Thursday, March 4, 2010

Where are we going?


Technology sure makes life easy, but I think it's making me soft.

We arrived in Ontario, California, last night with one major item missing -- our GPS! I left it in the glove box of the van, which is parked at the airport in Kansas City. We're going to be here 12 days, and I was depending on that box to get us around. I feel so vulnerable.

It's not like I'm clueless to navigating. I love maps, and I generally have a great sense of direction. So, last night why did I feel like a lost kid searching for his mother at the mall? Before we hit the streets, we fumbled around with a rental car map, our cell phones, and a phone book (what's that?) until a friendly local dude offered assistance.

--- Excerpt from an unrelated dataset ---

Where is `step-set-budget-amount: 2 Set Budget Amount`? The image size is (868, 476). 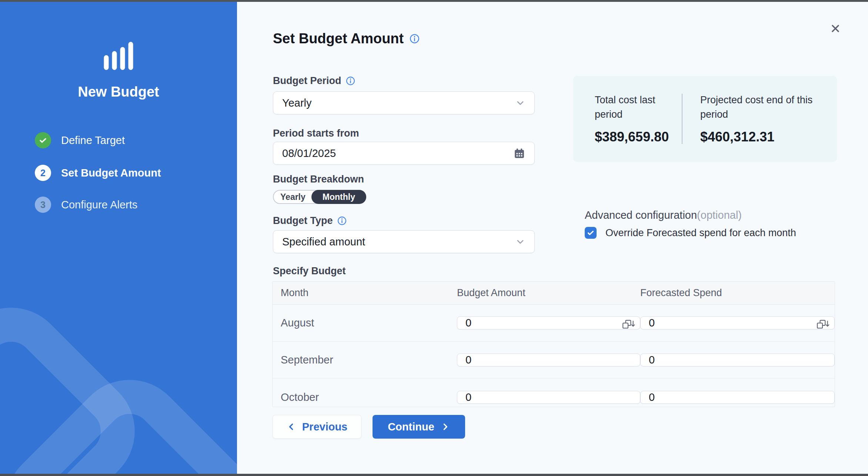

I could hear in my mind the sound of my deceased father smacking his forehead and shaking his head in disbelief. He's the one who taught me a love for orienteering. One of the few tangible objects that I inherited from my father was a yellowed plastic box full of maps. There are road maps and tourist maps and mostly old maps pulled from decades-old issues of National Geographic.

One of the many skills my father instilled in me -- in conjunction with that box of maps -- is a knack for getting from point A to point B. As we prepared for the dozens of road-trips we took as a family, he would spend hours planning, plotting, and routing. He loved figuring distances, estimating times of arrival, and calculating miles per gallon. And I loved looking over his shoulder at the scribbles on his maps.

As a young adult I experienced the satisfying rush of hitting the ground in an unknown territory, getting a lay of the land, grabbing a map, establishing my bearings, and sniffing out directions. And as much as I appreciate the convenience of a GPS, my dependence on it has shriveled my nurtured abilities and left me a puny helpless tourist.